To the best of my knowledge, you can only achieve this by running an automation that executes a script (requires some javascript knowledge). If you'd like assistance with this feel free to PM me.
If anyone can provide an alternate method I'd love to hear it as that would simply a few functions in some of my bases. 😂
you could probably do this either through an automation, formula, or using linked records depending on your setup. can you explain the base a bit more and end goal? could a given account name have multiple records on a given day? do you need to account for different time zones? depending on the need you may just be able to use recordIDs
There is an 'autonumber' field in airtable as well, but just be cautious that if you delete a record it's static so it won't update (e.g. if you have 1, 2, 3, and then delete row with 2, then you'll have 1, 3 left)

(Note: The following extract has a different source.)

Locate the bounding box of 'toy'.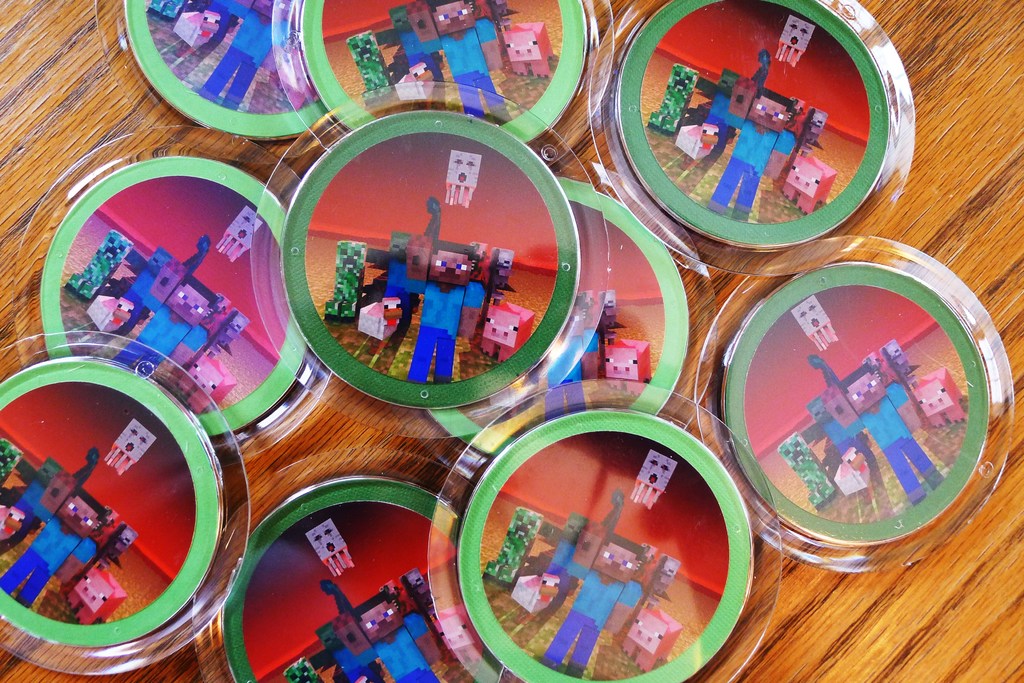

you could probably do this either through an automation, formula, or using linked records depending on your setup. can you explain the base a bit more and end goal? could a given account name have multiple records on a given day? do you need to account for different time zones? depending on the need you may just be able to use recordIDs
There is an 'autonumber' field in airtable as well, but just be cautious that if you delete a record it's static so it won't update (e.g. if you have 1, 2, 3, and then delete row with 2, then you'll have 1, 3 left)
Thank you for your quick response.
Yes, this table expands on a different table's work orders. So this table is essentially the other table's work order's line items. So yes, a given account name would have multiple records on a given day. I would like to have the records numbered 1,2,3,4... when the account name and created date are the same. Everything is in the same time zone. The time does not need to match, just the date. I was then planning to incorporate the 1,2,3,4... into the primary field's name through a formula.